-------- Supplied information --------

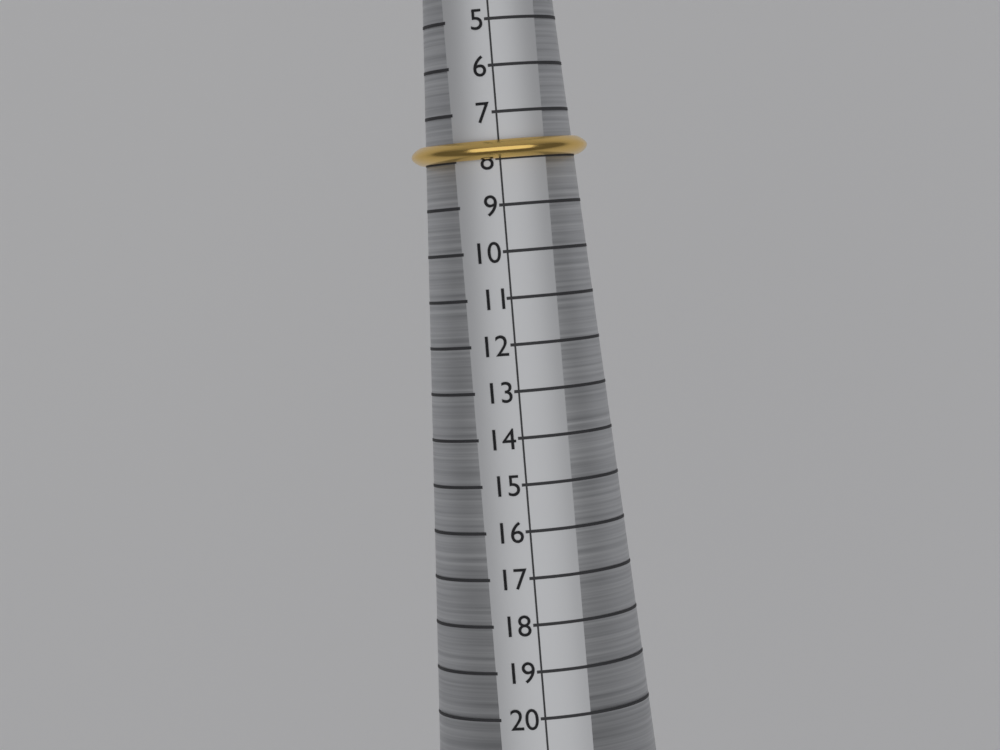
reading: 8 (no unit)
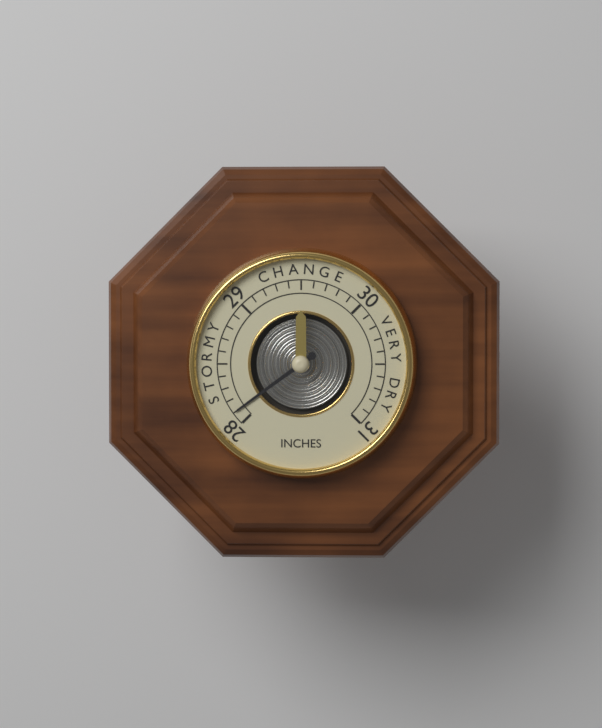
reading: 28.1 inches
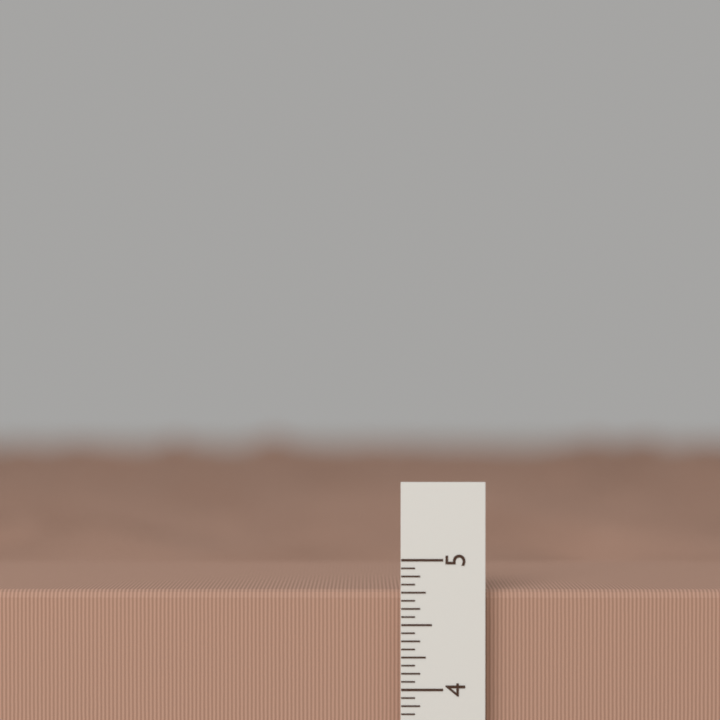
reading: 4.7500 in
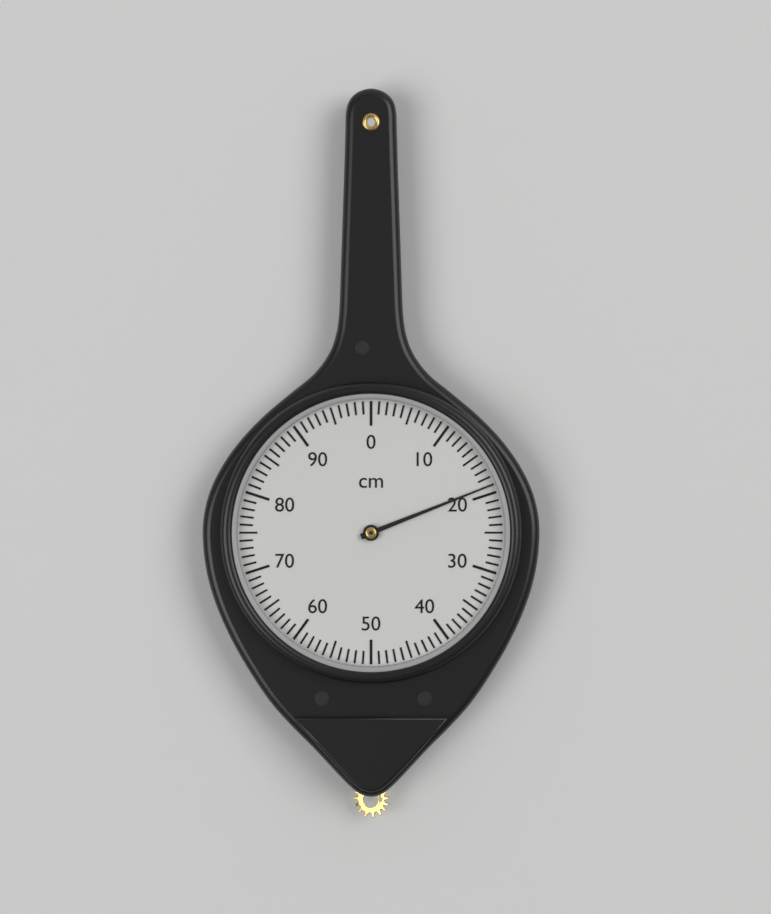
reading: 19 cm
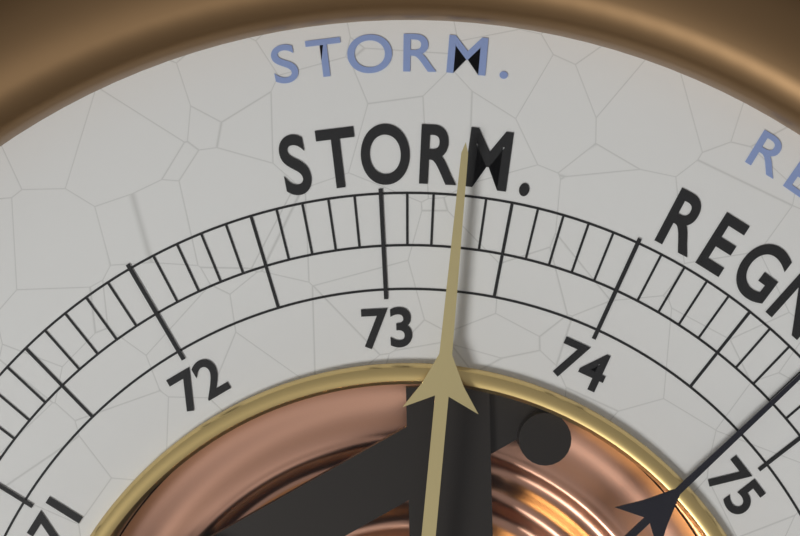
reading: 73.3 (no unit)
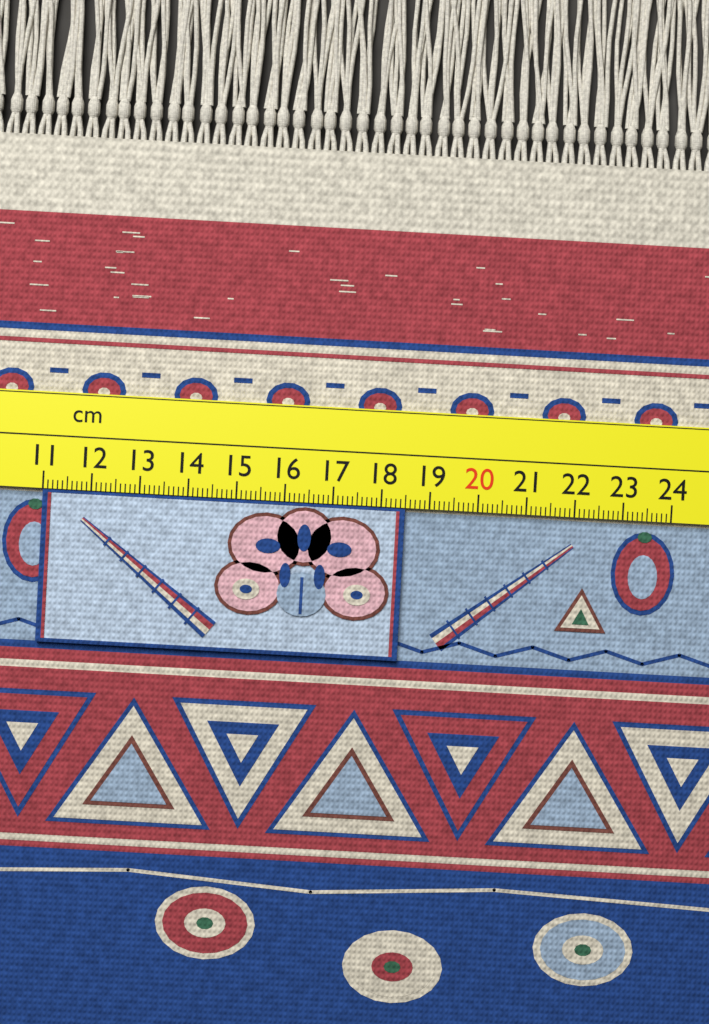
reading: 18.5 cm
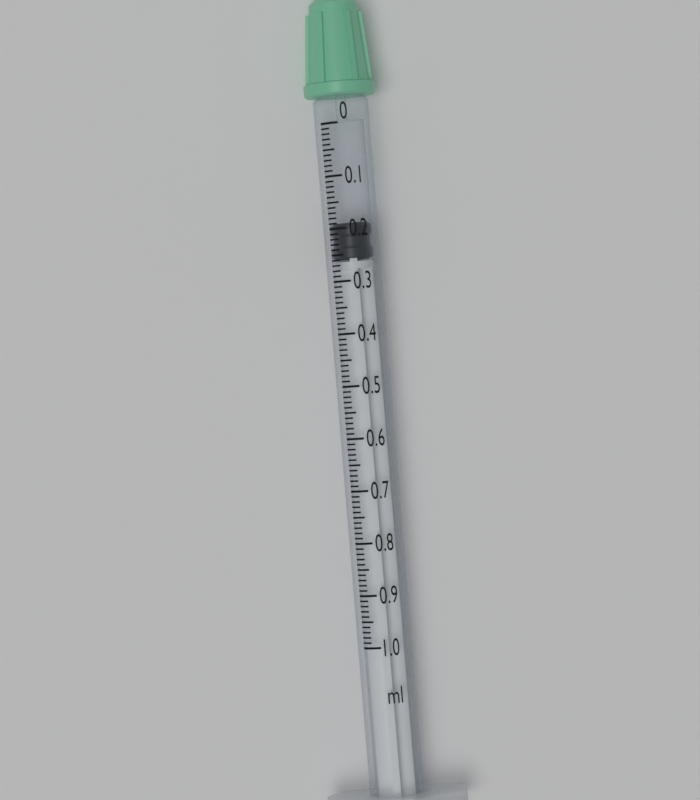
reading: 0.19 ml
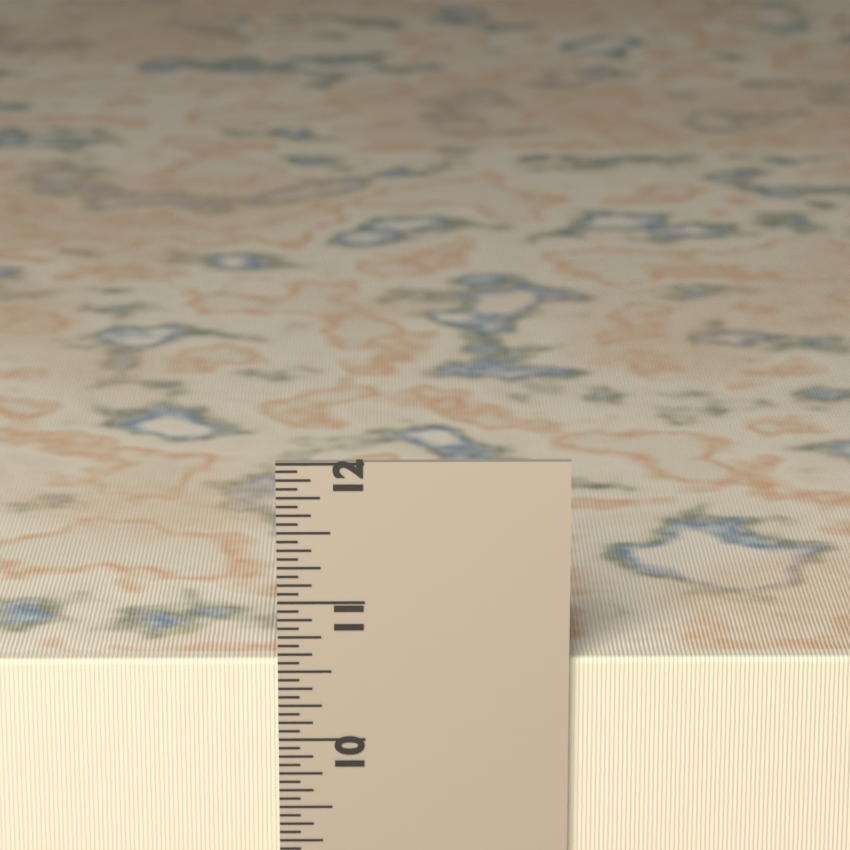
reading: 10.5625 in
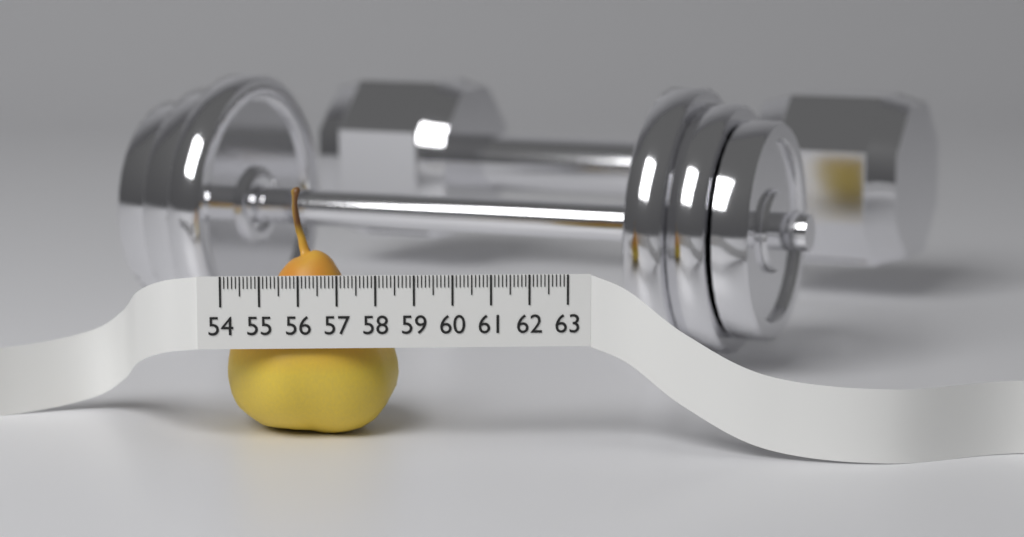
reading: 58.6 (no unit)
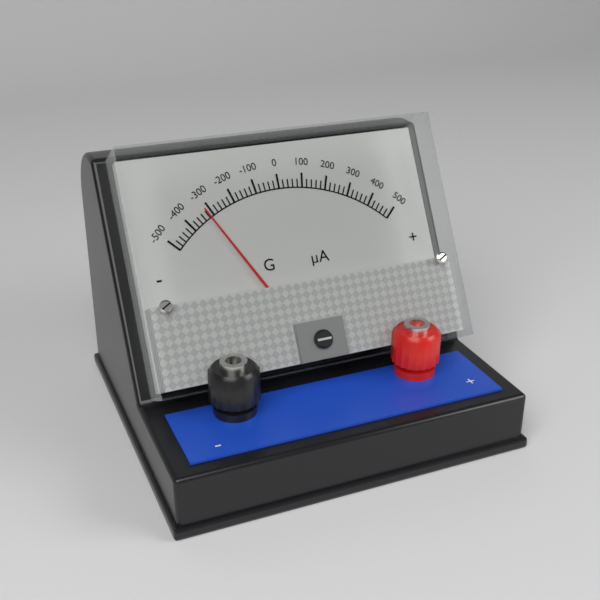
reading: -320 µA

--------

Task statement
Pictures stay out. Everything else in the listing gets printed exactly.

Response area
reading: 8 (no unit)
reading: 28.1 inches
reading: 4.7500 in
reading: 19 cm
reading: 73.3 (no unit)
reading: 18.5 cm
reading: 0.19 ml
reading: 10.5625 in
reading: 58.6 (no unit)
reading: -320 µA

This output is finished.